At the bottom of all of these issues are three big realities. First, on anything that really matters to Americans, no level of government can escape responsibility. Second, the government has no “infrastructure” of its own to lead, manage, and support the collaboration we need. Third, the new president cannot hope to escape the political realities of failing to act or the administrative necessity of responding well. In the difficult days following Hurricane Katrina’s assault on the Gulf Coast, President George W. Bush learned these lessons all too painfully. His administration never recovered from the sense that government was too slow and too clumsy to respond.

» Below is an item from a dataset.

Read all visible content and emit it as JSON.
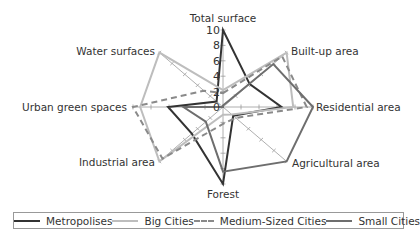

One senior official in the Office of Management and Budget once said, “Everyone says how important collaboration is.” He added, “Critics ask, ‘Why don’t you just do it?’” Several important steps could help the federal government do it—and do it much better. The new president ought to:

  • Transform the White House Office of Intergovernmental Affairs into a top-level center for collaborative government. Too often in the past, the office focused on state and local governments as interest groups to be managed instead of partners to be engaged.
  • Create with the Domestic Policy Council a new advisory panel, composed of representatives from the private and nonprofit sectors and from state and local governments. The group should bring the perspectives of those outside the federal government on the decisions that would prove most effective—and the steps most important to ensure effective implementation. It would be far better to plan in advance than, as is so often the case now, run afterwards to catch up to problems that didn’t have to happen.
  • Create a multi-agency workgroup within the Office of Management and Budget, as part of the Deputy Director of Management’s portfolio, to bring front-line operational debate to the top levels of the federal government’s management strategy.
  • Develop a career track within the Senior Executive Service that focuses specifically on cross-sector, intergovernmental, multi-program skills. Members of this SES track should rotate across domestic agencies and through state, local, and nonprofit partners to gain a keen sense of the operational questions. This would reduce the tunnel vision that too often afflicts top-level government management.

These steps would not only signal a fresh approach for the new administration’s collaboration strategy. They would also help sidestep at least some of the problems that inevitably will arise when the weakness of the federal government’s collaboration infrastructure rears its head in an inevitable crisis.